Generation Next aims to close opportunity and achievement gaps for students of color in Minneapolis and St. Paul. Minnesota Compass compiled benchmarking and contextual measures for the project. The data show some of the largest racial gaps in the state all along the continuum from kindergarten readiness to post-secondary completion.

Compass Project Director Craig Helmstetter sat down with Generation Next Executive Director R.T. Rybak to take a look at three factors that add to the complexity of closing racial gaps, and discuss the implications for Generation Next. 

Income

CRAIG: The large gaps in achievement scores by race are intertwined with even larger gaps by income. For example, in the greater Minneapolis-St. Paul region, 70 percent of white 3rd graders meet state reading standards, compared with 38 percent of 3rd graders of color – a 32 percentage point gap. The gap between higher- and lower- income students is even larger at 38 percentage points.

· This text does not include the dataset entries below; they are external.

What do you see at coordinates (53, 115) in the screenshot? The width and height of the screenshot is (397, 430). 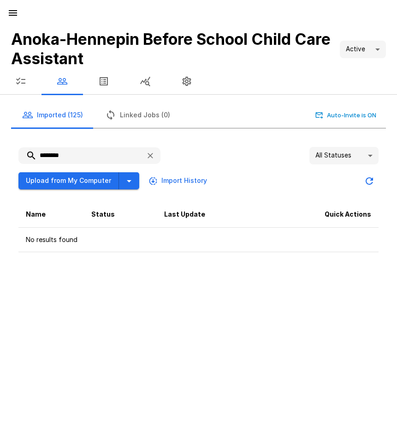 I see `button: Imported (125)` at bounding box center [53, 115].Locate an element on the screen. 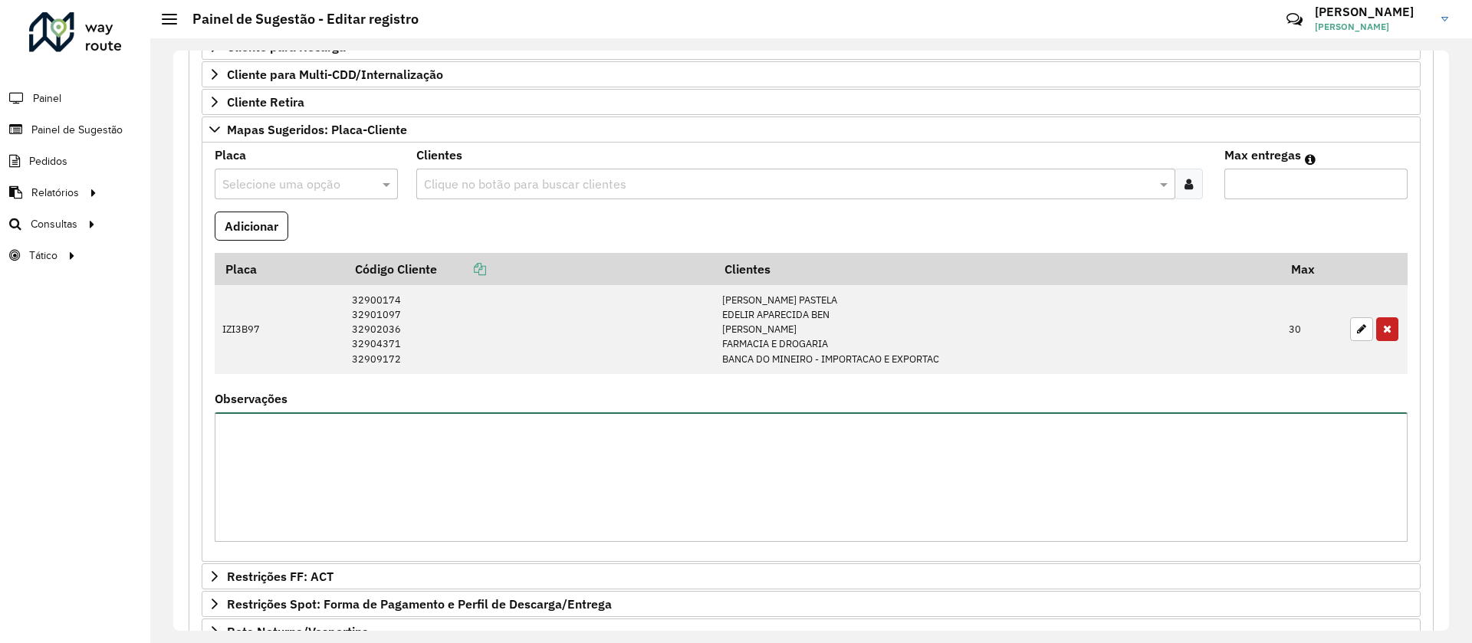  td: 30 is located at coordinates (1312, 330).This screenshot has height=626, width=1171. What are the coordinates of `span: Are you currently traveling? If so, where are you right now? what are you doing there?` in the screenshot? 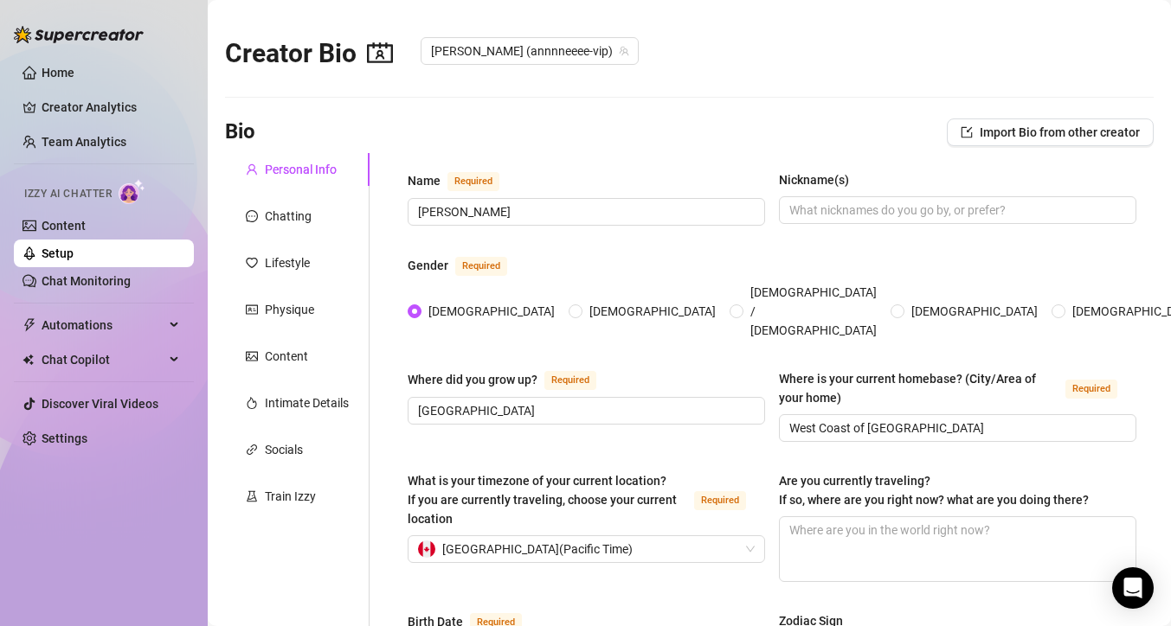 It's located at (934, 491).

A recent national report raised alarm bells by stating that over half of public school students are lower income. The proportion is actually much higher in Minneapolis and Saint Paul.

enrollment/income

Students of color disproportionally land in that lower income category. In Saint Paul Public Schools, for example, 88 percent of 3rd graders of color qualify for free or reduced priced lunch, compared with only 27 percent of their white classmates. Given those realities, many might suggest that we are fighting impossible odds to close gaps.

R.T.: Generation Next believes every child can learn but poverty makes it more difficult. Concentration of children in poverty makes it more difficult still. Too often schools are left to solve these difficulties by themselves. The raw fact is our community has significant over-concentrations of poverty and we are often asking children to solve problems created by adults. This means we must engage in deconcentrating poverty in the name of helping children get a more level playing field.

Language

CRAIG: Language presents yet another barrier. Sticking with 3rd grade reading proficiency as an example, we see a gap of more than 30 percentage points between students with limited English proficiency and their peers in both Minneapolis and Saint Paul. Both cities have substantial numbers of English learners: 34 percent of Minneapolis 3rd graders and 41 percent of 3rd graders in St. Paul.

Further, the diversity of languages spoken in our central cities is staggering! In Minneapolis the list includes 66 non-English languages, and in St. Paul the list grows to 119. Beyond educating students who are learning English, involving their parents must be a challenge, especially given the tremendous language diversity.

language

R.T.: Language presents our schools with some of their greatest challenges, and their greatest opportunities. The challenges are clear, including teaching students who have not mastered English and engaging parents who don't speak the same language as their child's teacher. This is hard enough in most American cities where the majority of English language learners speak the same non-English language. It is dramatically more complex here in Minneapolis-St. Paul where student bodies speak over 100 languages. Even if every teacher was bilingual, they would still only be fully reaching a fraction of those who are learning English. 

There is also a tremendous opportunity to grow a workforce that has significantly more language capacity than we have today. The students of Minneapolis who speak many languages today can be the workforce that leads us into a stronger position in a global economy. Doing that means we have to send a stronger message to English-language learners that there is a significant advantage to also keeping their core language.

The students in Minneapolis and St. Paul schools are getting a global education where every student spends every day with children who are different from them, may speak another language, and who have a background in another culture. These are exceptionally important skills in the new economy, and we need to hold this up as a unique, critical asset of the same schools where there is the most need.

Housing Stability

CRAIG: Professor and author Ann Masten, among others, has demonstrated a strong link between housing stability and educational success. The data we’ve assembled for Generation Next reinforce their findings: A much higher proportion of students who stay in one school meet state standards than students who are switching schools. In the 7-county Minneapolis-St. Paul region, for example, there is a 39 percentage point gap between the proportions of 8th graders who meet state math standards, depending on whether or not they switched schools during the year. This reinforces the importance of what Wilder Research Executive Director Paul Mattessich has called the “social determinants” of education, or factors that extend beyond the walls of the school building.

math scores/mobility

R.T.: Schools are critically important to a child's success, but Generation Next's work does not stop there. One of the reasons we have engaged more than 500 different organizations in our work is we are trying to align the many efforts in this community beyond the school's walls that impact a child's development. Speaking specifically to the issue of housing, our partners in the Saint Paul Promise Neighborhood and Northside Achievement Zone have both adopted housing stabilization as a core part of their comprehensive strategies to ensure school success. That is exactly the sort of thing that Generation Next can help to highlight and bring to a broader scale to have an impact on more kids.